- Activity -
Quote only the lines that start at the line with "Image resolution: width=800" and run to the end of the entries; omit the pictures.

- Records shown -
%%

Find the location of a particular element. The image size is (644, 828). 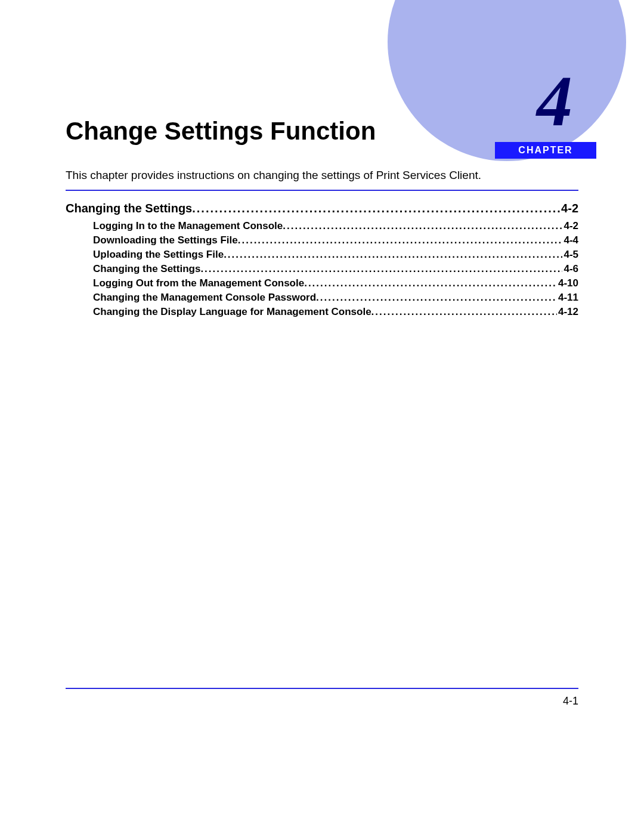

chapter-badge: 4 CHAPTER is located at coordinates (489, 89).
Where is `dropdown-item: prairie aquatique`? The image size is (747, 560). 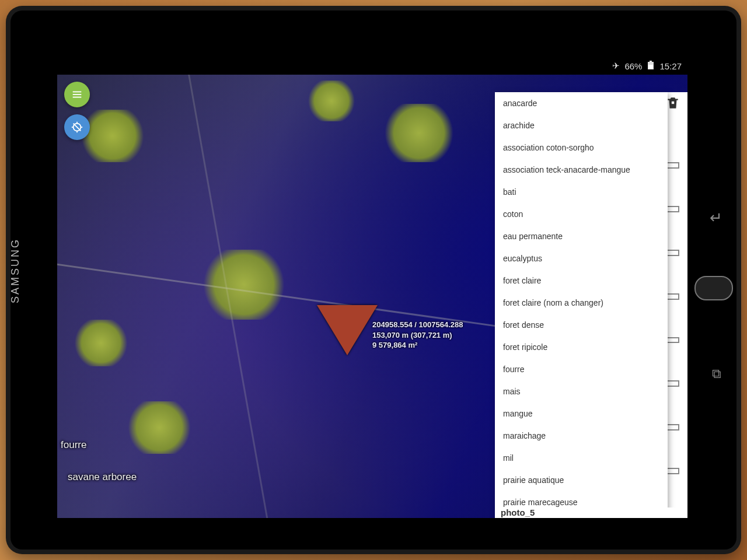 dropdown-item: prairie aquatique is located at coordinates (581, 480).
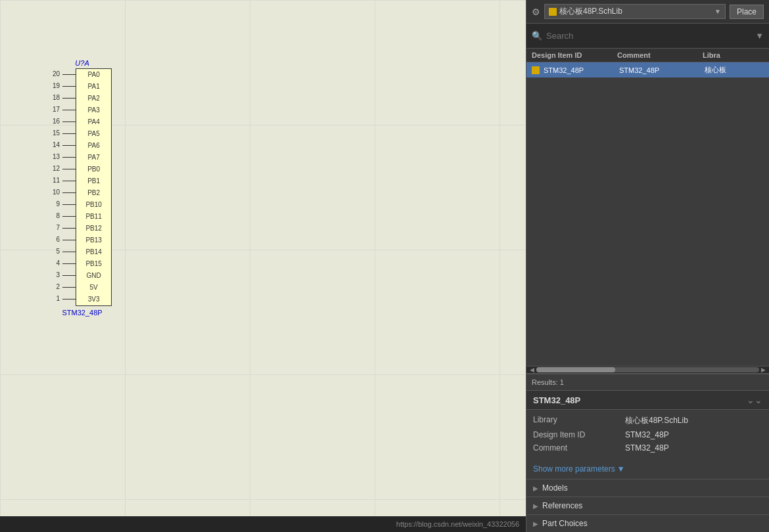 This screenshot has height=532, width=769. Describe the element at coordinates (57, 263) in the screenshot. I see `pin-number: 4` at that location.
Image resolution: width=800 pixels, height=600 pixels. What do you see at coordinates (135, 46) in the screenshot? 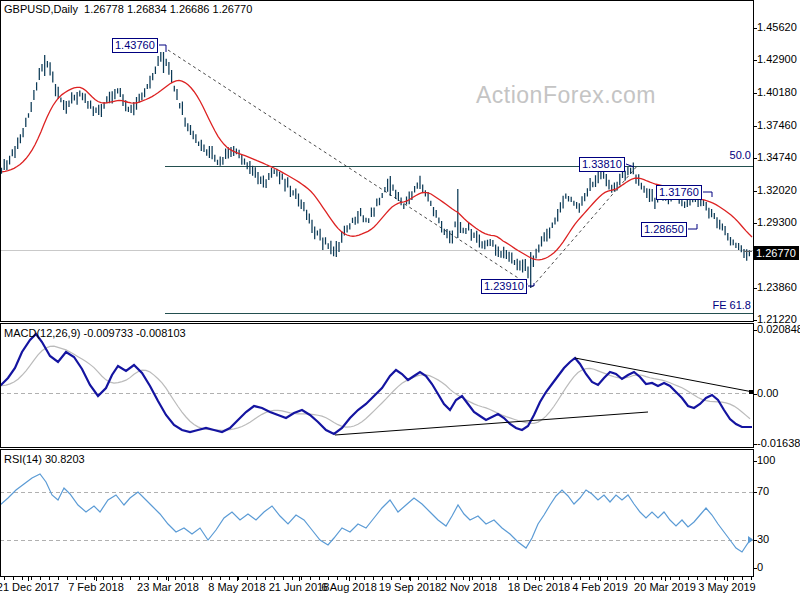
I see `price-annotation: 1.43760` at bounding box center [135, 46].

%%

- Response -
Image resolution: width=800 pixels, height=600 pixels. What do you see at coordinates (135, 46) in the screenshot? 
I see `price-annotation: 1.43760` at bounding box center [135, 46].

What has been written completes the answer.